The topic for our exam is Observe Seek and Challenge, due to this being a broad subject I have picked out some subject points that I could look at to be part of my project.

OBSERVE

VERB

  1. a person who watches or notices something.”to a casual observer, he was at peace.
  2. a person who follows events closely and comments publicly on them.”some observers expect interest rates to rise”
  3. a person posted in an official capacity to an area to monitor political or military events.”elections scrutinized by international observers”

SYNONYMS: spectator, onlooker, watcher, voyeur, looker-on, fly on the wall, viewer, witness, eyewitness, bystander, sightseer, commentator, onlooker, reporter, blogger, monitor.

SEEK

VERB

  1. attempt to find (something):“they came here to seek shelter from biting winter winds”
    SIMILAR: look for, be on the lookout for, search for, try to find, look about for.
  2. attempt or desire to obtain or achieve (something):“the new regime sought his extradition” · “her parents had never sought to interfere with her freedom”
    SIMILAR: pursue, go after, go for, try, attempt, endeavour, strive
  3. ask for (something) from someone:“he sought help from the police”
    SIMILAR: ask for, request solicit, call on, invite, entre, beg for
  4. (SEEK SOMEONE/SOMETHING OUT)search for and find someone or something:“it’s his job to seek out new customers”
    SIMILAR: discover, detect find (out), unearth, uncover, disinte

CHALLENGE

NOUN

  1. a call to someone to participate in a competitive situation or fight to decide who is superior in terms of ability or strength:“he accepted the challenge”
    SIMILAR: dare, provocation, summons
  2. a call to prove or justify something:“a challenge to the legality of the banning order”
    SIMILAR: opposition, defianceultimatum, confrontation with.

VERB

  1. invite (someone) to engage in a contest:“he challenged one of my men to a duel” · “organizations challenged the government in by-elections”
    SIMILAR: dare, summon, invite,bid, throw down the gauntlet, to defy someone to do something
  2. dispute the truth or validity of:“it is possible to challenge the report’s assumptions”
    SIMILAR: question, take exception to, confront, dispute, take issue with

Observe Seek and Challenge within photography

  1. Observe: Observation is the foundation of photography. It’s about being mindful of your surroundings, noticing the interplay of light and shadow, shapes, colors, and textures. By keenly observing the world around you, you’ll start to see photographic opportunities everywhere, even in the seemingly mundane.
  2. Seek: Seeking in photography involves actively looking for unique perspectives, interesting subjects, or moments that stand out. This might mean exploring new locations, experimenting with different techniques, or engaging with diverse communities.
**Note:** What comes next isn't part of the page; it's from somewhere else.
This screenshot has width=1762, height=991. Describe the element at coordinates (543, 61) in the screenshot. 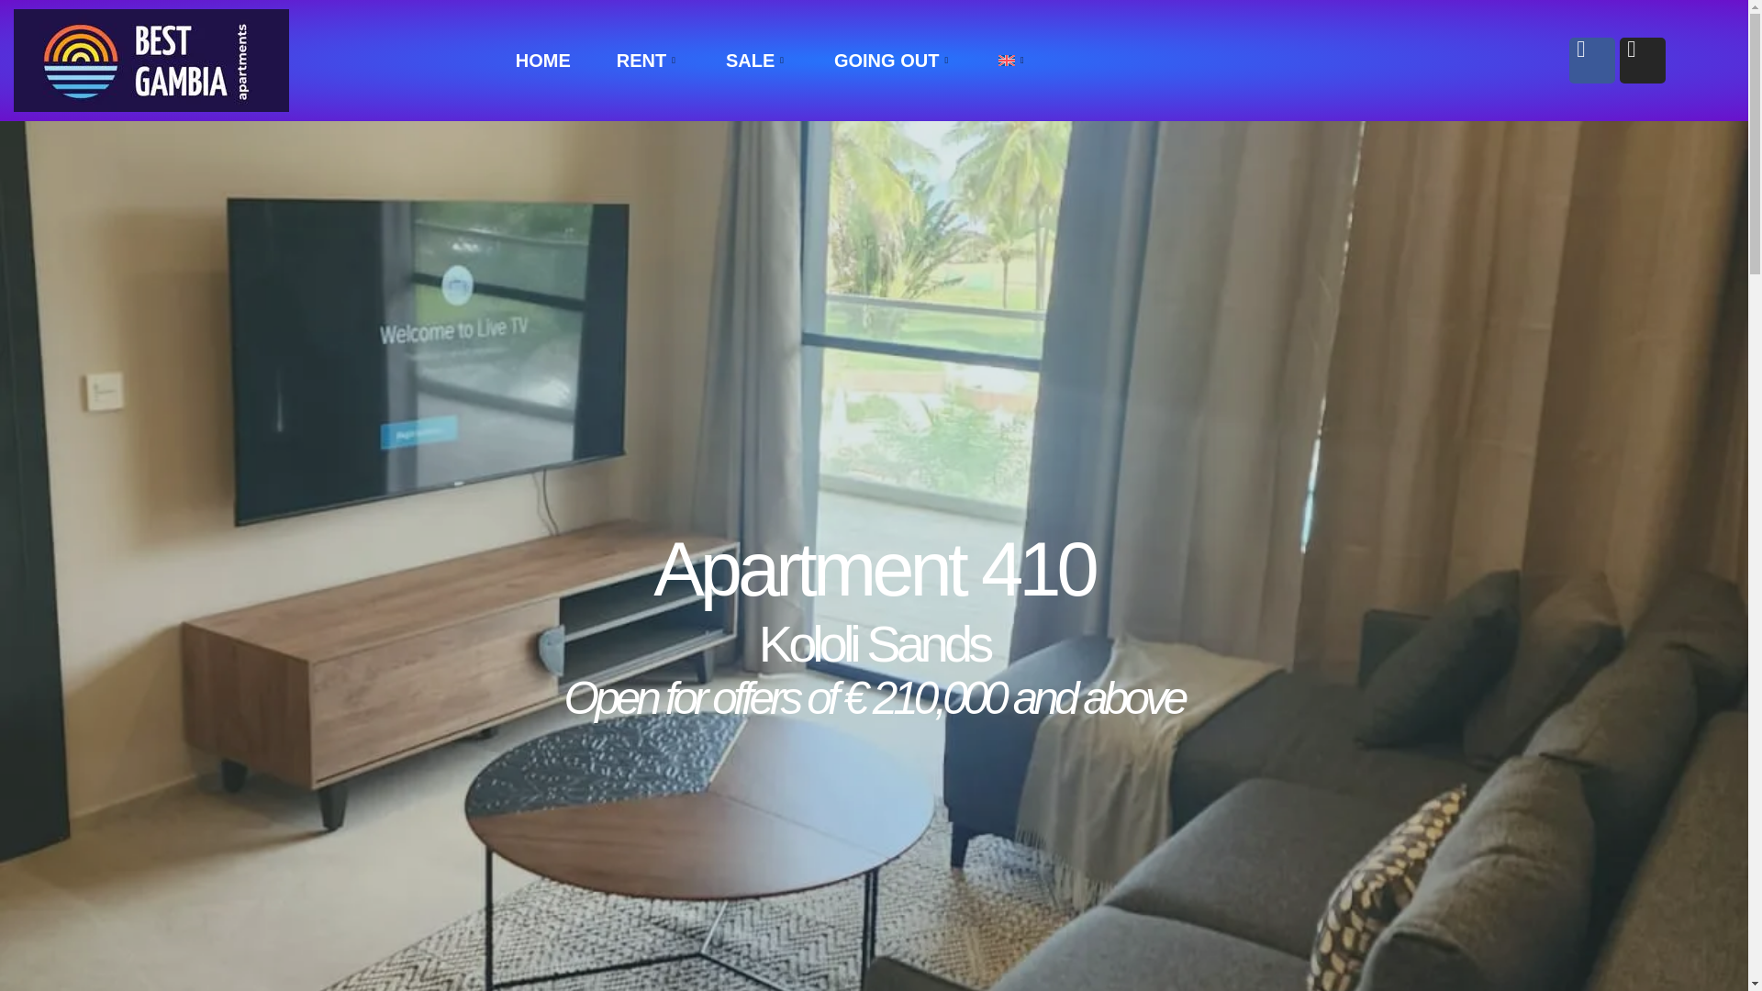

I see `HOME` at that location.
Seeking allows photographers to expand their visual repertoire and discover fresh ways of storytelling.
  3. Challenge: Challenging oneself is crucial for growth as a photographer. This could mean pushing the limits of your technical skills, experimenting with unconventional compositions, or tackling complex themes and concepts. Embracing challenges fosters innovation and encourages photographers to evolve their style and vision.

By combining observation, seeking, and challenging oneself, photographers can cultivate a more profound connection with their craft and produce images that resonate on a deeper level with viewers.